Yale Gets Squeezed To Disclose Returns

It started in 1997 with a real estate deal gone wrong. Yale University’s $10.7 billion endowment had taken partial ownership of a Colorado ranch that had millions of dollars worth of spring water bubbling underground. However, local residents and environmentalists opposed Yale’s plan to tap the water for profits, prompting the ranch’s owners to spend more than $1 million to push the plan onto a state ballot initiative.

The ballot initiative failed. Nobody could claim victory, but both sides ultimately got what they wanted: Yale sold the property for twice what it paid to The Nature Conservancy, an environmentalist group that plans to turn the land into a national park.

After the embarassing incident, Yale’s endowment, which includes a $500 million employee pension fund, decided not to disclose the contents of its investment portfolio unless it was required to by law. That policy hasn’t sat well with Yale’s union, the Federation of Hospital and University Employees (FHUE), which represents about 4,000 of the university’s 7,000 employees. It is putting increasing pressure on Yale to disclose its entire investment portfolio. (It has not filed a suit.)

FHUE is asking for two things: a seat on the endowment’s investment committee that scrutinizes the ethics of Yale’s holdings and full disclosure of the endowment’s entire investment portfolio, says Anthony Dugdale, a research analyst for FHUE. It has not yet secured either.

“The members of the committee are among the leading investment professionals in the nation,” says Tom Conroy, a Yale spokesman. “It would be derelict in its responsibility to future generations were it to allow the short-term interest of one constituency on the committee.”

With only 30% of its assets in stocks and bonds and the remainder in alternative asset classes like private equity and real estate, Yale’s endowment – which has invested in such top-name firms as Kleiner Perkins, Madison Dearborn, and Sequoia Capital (see table below)- reached $10.7 billion in 2001, up from $10.1 billion in 2000, according to the university’s 2001 financial report. The university’s private equity holdings amounted to $2.51 billion in 2001, About 18% of Yale’s endowment is held in private equity, including investments in buyout and venture capital funds, as well as direct investments in private companies.

The dispute prompted Connecticut State Attorney General Richard Blumenthal to urge the university to disclose its private equity holdings. Still, Yale argues against disclosure for competitive reasons. “Others would want to mimic our strategies and successes, and that would lower our returns,” Conroy says.

Meanwhile, the union says it will continue to press. “Greater disclosure would help us know that these assets are accurately priced and that the portfolio’s value is what it’s advertised as,” Dugdale says. “We would like to be able to have confidence that the pension fund’s investments are consistent with the university’s mission. We’re watching the California and Texas cases very closely.”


*TASK TO COMPLETE:* Copy out all lines in the material below that contain the string "this".

*RECORDS SUPPLIED:*
····················
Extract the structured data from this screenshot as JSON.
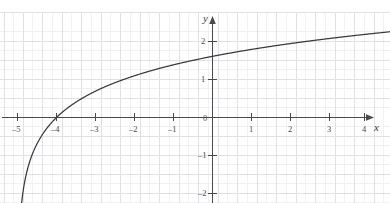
{
  "chart_data": {
    "type": "line",
    "title": "",
    "subtitle": "",
    "xlabel": "x",
    "ylabel": "y",
    "function": "y = ln(x + 5)",
    "xlim": [
      -5.35,
      4.5
    ],
    "ylim": [
      -2.45,
      2.55
    ],
    "xticks": [
      -5,
      -4,
      -3,
      -2,
      -1,
      0,
      1,
      2,
      3,
      4
    ],
    "yticks": [
      2,
      1,
      0,
      -1,
      -2
    ],
    "xtick_labels": [
      "–5",
      "–4",
      "–3",
      "–2",
      "–1",
      "0",
      "1",
      "2",
      "3",
      "4"
    ],
    "ytick_labels": [
      "2",
      "1",
      "0",
      "–1",
      "–2"
    ],
    "grid": true,
    "minor_grid": true,
    "grid_step": 0.5,
    "legend": "none",
    "asymptote_x": -5,
    "x_intercept": -4,
    "y_intercept": 1.61,
    "series": [
      {
        "name": "y = ln(x + 5)",
        "x": [
          -4.94,
          -4.9,
          -4.85,
          -4.8,
          -4.7,
          -4.6,
          -4.5,
          -4.4,
          -4.3,
          -4.2,
          -4.1,
          -4.0,
          -3.8,
          -3.6,
          -3.4,
          -3.2,
          -3.0,
          -2.75,
          -2.5,
          -2.25,
          -2.0,
          -1.75,
          -1.5,
          -1.25,
          -1.0,
          -0.5,
          0.0,
          0.5,
          1.0,
          1.5,
          2.0,
          2.5,
          3.0,
          3.5,
          4.0,
          4.4
        ],
        "y": [
          -2.81,
          -2.3,
          -1.9,
          -1.61,
          -1.2,
          -0.92,
          -0.69,
          -0.51,
          -0.36,
          -0.22,
          -0.11,
          0.0,
          0.18,
          0.34,
          0.47,
          0.59,
          0.69,
          0.81,
          0.92,
          1.01,
          1.1,
          1.18,
          1.25,
          1.32,
          1.39,
          1.5,
          1.61,
          1.7,
          1.79,
          1.87,
          1.95,
          2.01,
          2.08,
          2.14,
          2.2,
          2.24
        ]
      }
    ],
    "colors": {
      "curve": "#3a3a3a",
      "axis": "#4a4a4a",
      "grid_major": "#e2e2e8",
      "grid_minor": "#f0f0f4",
      "background": "#ffffff",
      "label": "#4a4a4a"
    }
  }
}
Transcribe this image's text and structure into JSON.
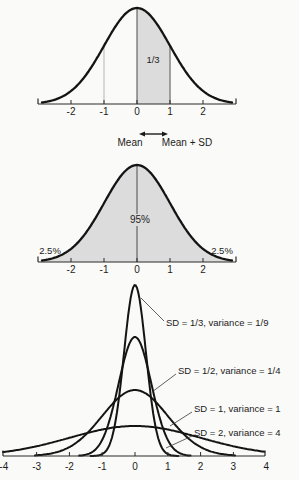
····················
*REPLY TO THE EXERCISE:*
Extract the structured data from this screenshot as JSON.
Transcribe this image's text and structure into JSON.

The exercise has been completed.